F1: Vettel goes quiet after dropping ‘climate’ helmet (Update)
This was the original helmet Sebastian Vettel showed up in Canada with.
That met with a media barrage calling for Vettel to quit racing immediately.
“If Sebastian Vettel really thinks Alberta’s oil and gas sector is a “climate crime” then so is his day job as an F1 racer. He needs to stop being a hypocrite and quit racing. Right now,” wrote the Toronto Sun.
“We’re getting more than a little tired of wealthy celebrities flying in to denounce our oil and gas sector.
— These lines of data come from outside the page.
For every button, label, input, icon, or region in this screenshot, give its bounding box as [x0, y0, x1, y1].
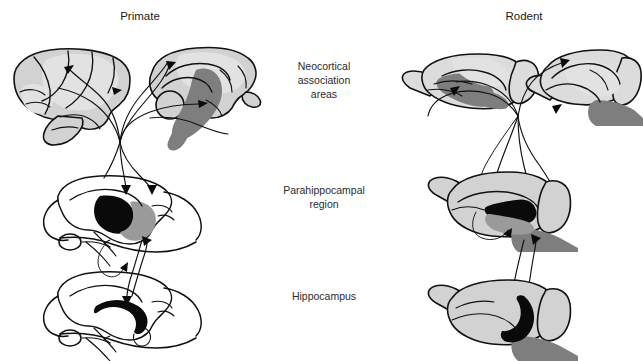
row-label-hippocampus: Hippocampus [292, 290, 356, 302]
row-label-neocortical-line1: Neocortical [298, 60, 351, 72]
row-label-parahippocampal-line1: Parahippocampal [283, 184, 365, 196]
row-label-parahippocampal-line2: region [309, 198, 338, 210]
column-title-rodent: Rodent [505, 10, 543, 22]
row-label-neocortical-line3: areas [311, 88, 337, 100]
column-title-primate: Primate [120, 10, 160, 22]
brain-connectivity-diagram: Primate Rodent Neocortical association a… [0, 0, 643, 361]
row-label-neocortical-line2: association [298, 74, 351, 86]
They’re hypocrites, the whole darn lot of them.
“But Vettel takes things to a whole new level. The guy burns up way more emissions than a regular person. In fact, it’s literally all he does. Formula One is a very gas-guzzling activity, and Vettel drives cars in a circle all day.
“I have seen a lot of hypocrisy over the years, but this one takes the cake,” Alberta Energy Minister Sonya Savage tweeted in response to Vettel.
” Time for the hypocrite Vettel to either drop the insults or drop his job.”
Rex Murphy of the National Post wrote, “Hypocrisy, your name is Sebastian Vettel”
“Mr. Vettel is just a man who loves to ride around at astonishing speeds in multimillion-dollar machines, which chug those dear old fossil fuels by the whale-load, in front of thousands of people who drive to his venues just to watch him. And he has illustrious associations, being sponsored by Aston Martin, with financing from Saudi Aramco, the world’s largest oil producer.
“And simultaneously Vettel is a fervid evangelist against the discovery and production of … oil and gas. Without either of which his miracle of a machine would be little more than a very colorful jigsaw of metal and carbon fiber on exhibit in some mall parking lot.”
June 20, 2022
(GMM) Sebastian Vettel on Sunday was in no mood for questions about his suddenly-missing “climate crime” helmet.
Earlier in Montreal, the quadruple world champion was slammed by Alberta’s energy minister Sonya Savage after Vettel blasted the mining of “tar sands”.
He had ridden a rainbow-colored bicycle into the Circuit Gilles Villeneuve paddock with a custom-made t-shirt blasting “Canada’s climate crime”.
Vettel, 34, then practiced and qualified with a corresponding helmet that told Canada to “stop mining tar sands”.
Minister Savage accused the German of hypocrisy as a gas-guzzling Formula 1 driver “with financing from Saudi Aramco”, a company “with the largest daily oil production of all companies in the world”.
“It is reputed to be the single largest contributor to global carbon emissions, of any company, since 1965,” she added.
Suddenly, and without explanation, Vettel reverted to his usual white helmet with German colors for Sunday’s Canadian GP.
When asked about that by the German broadcaster RTL, the Aston Martin driver answered: “Are there any other questions?”
Vettel also told Sky Deutschland: “I don’t want to say anything about that now but I always have more than one helmet.”
Aston Martin boss Mike Krack denied that Vettel had been ordered to drop the offending helmet.
“He wanted to use the helmet and the t-shirt to draw attention to the topic,” he said. “At some point he decided that the attention had been drawn.
“Like you and me, he doesn’t wear the same t-shirt every day,” Krack laughed.
“You’ve seen in the past that such campaigns mainly take place on Friday and Saturday, but of course he’s free to make his own decisions. He’s a free man.”
Vettel, meanwhile, hit out at Minister Savage for making his climate activism “personal”.
“I’m a little bit disappointed that politicians to go the personal level because this is not about me, not at all. It’s about the bigger picture,” said Vettel.
“Yes, I am a hypocrite doing what I do for a living or doing what I love, but there are solutions for the future to make it more sustainable.”